Written by Robert Potter, graduate student, Molecular Microbiology, Gautam Dantas Lab, Washington University


The 2017 Global Health & Infectious Disease Conference was a fascinating two-day event that featured captivating talks and posters from all categories of scientific personnel.

Due to the overwhelming scope of the challenges facing global health, presentations hailed from a variety of technical backgrounds. However, the unintentional theme stressed by all speakers was that continued innovation is necessary to overcome the insurmountable difficulties facing those who tackle the world’s toughest problems. As an attendee, I was particularly motivated by seeing trainees and faculty from Washington University at the vanguard of advancing human health, regardless of borders.

This spirit of innovation was sparked by the keynote speaker for the Thursday Trainee Oral Symposium, Daniel Goldberg, MD, PhD, who gave an update on the global consortium of organizations working towards novel therapeutics against Malaria. A PhD student in the Goldberg lab, Sebastian Nasamu, adeptly followed up on his adviser’s discussion and delivered a fascinating talk detailing mechanistic insight on the molecular role for a favored target of emerging antimalarial drugs. His talk was complemented by Annie Mayer, DVM, PhD, who as a postdoctoral scientist in Skip Virgin’s lab, has been developing therapeutics that restrict replication of the highly infectious Norovirus. Molly Pezzulo, a MPH student, from State University of New York, Albany, demonstrated that even for pathogens with efficacious therapeutic options, systemic barriers can plague attempts to control regional spread of infections.

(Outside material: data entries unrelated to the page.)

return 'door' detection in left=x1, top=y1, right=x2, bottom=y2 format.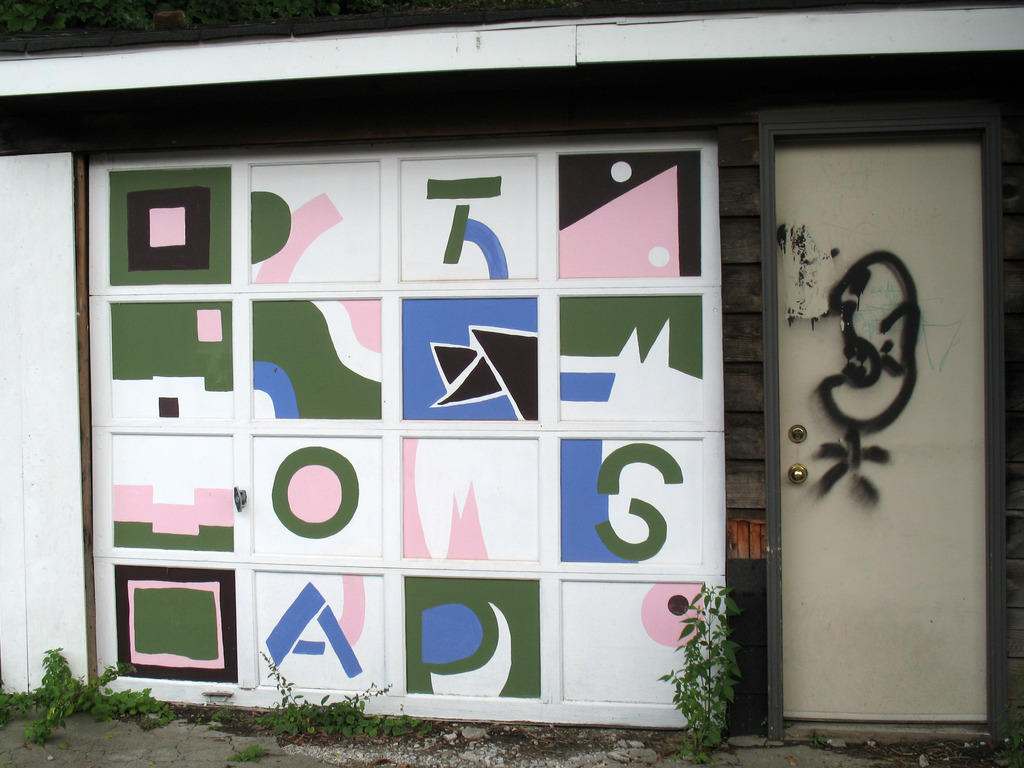
left=757, top=115, right=991, bottom=767.
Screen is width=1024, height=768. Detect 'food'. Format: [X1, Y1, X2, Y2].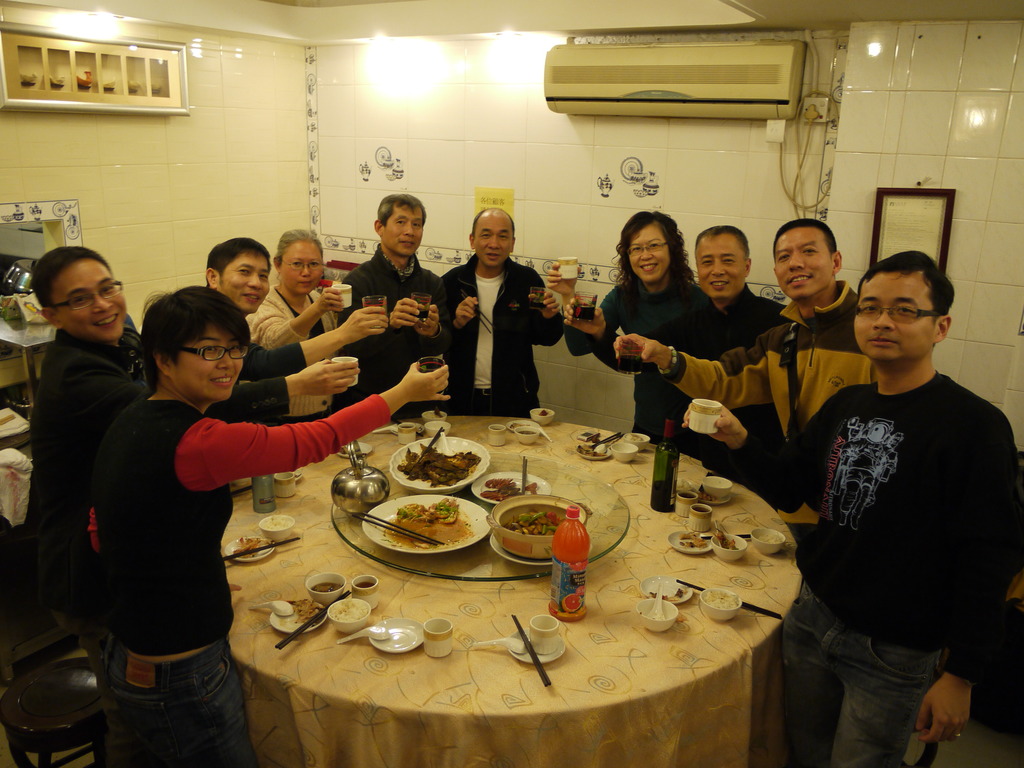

Insight into how pathogens can evade our natural immunity is necessary to design host-centric therapeutics. Two graduate students, Catherine Cai (Saint Louis University-Laboratory of Daniel Hoft, MD, PhD) and Jeremy Huynh (Washington University – Laboratory of Christina Stallings, PhD) showed fascinating work on methods that Trypanosoma cruzi and Mycobacterium tuberculosis, respectively, use to evade the immune response – and outlined potential solutions.

Astounding insights into the molecular mechanism of infectious disease continued Friday. Thaddeus Stappenbeck, MD, PhD, (Washington University) detailed early results from profiling the gut microbiome in divergent populations as a method to study emerging trajectory of inflammatory bowel diseases in non-endemic areas and Jennifer Philips, MD, PhD, (Washington University) added to the continuously expanding list of known M. tuberculosis virulence factors. Steve Beverley, PhD (Washington University) discussed an emerging field of protozoan viruses, and importantly provided a plethora of evidence detailing how viral presence affects pathogenicity and treatment outcomes in Leishmania spp. Ellyn Ogden, MPH (USAID) and Ernesto Ruiz-Tiben, PhD (The Carter Center) closed and opened the Friday events by discussing the trials and tribulations of polio and guinea worm disease eradication.

Every speaker, in a unique way, reinforced my resolve to use basic science research as a platform for improving the human condition.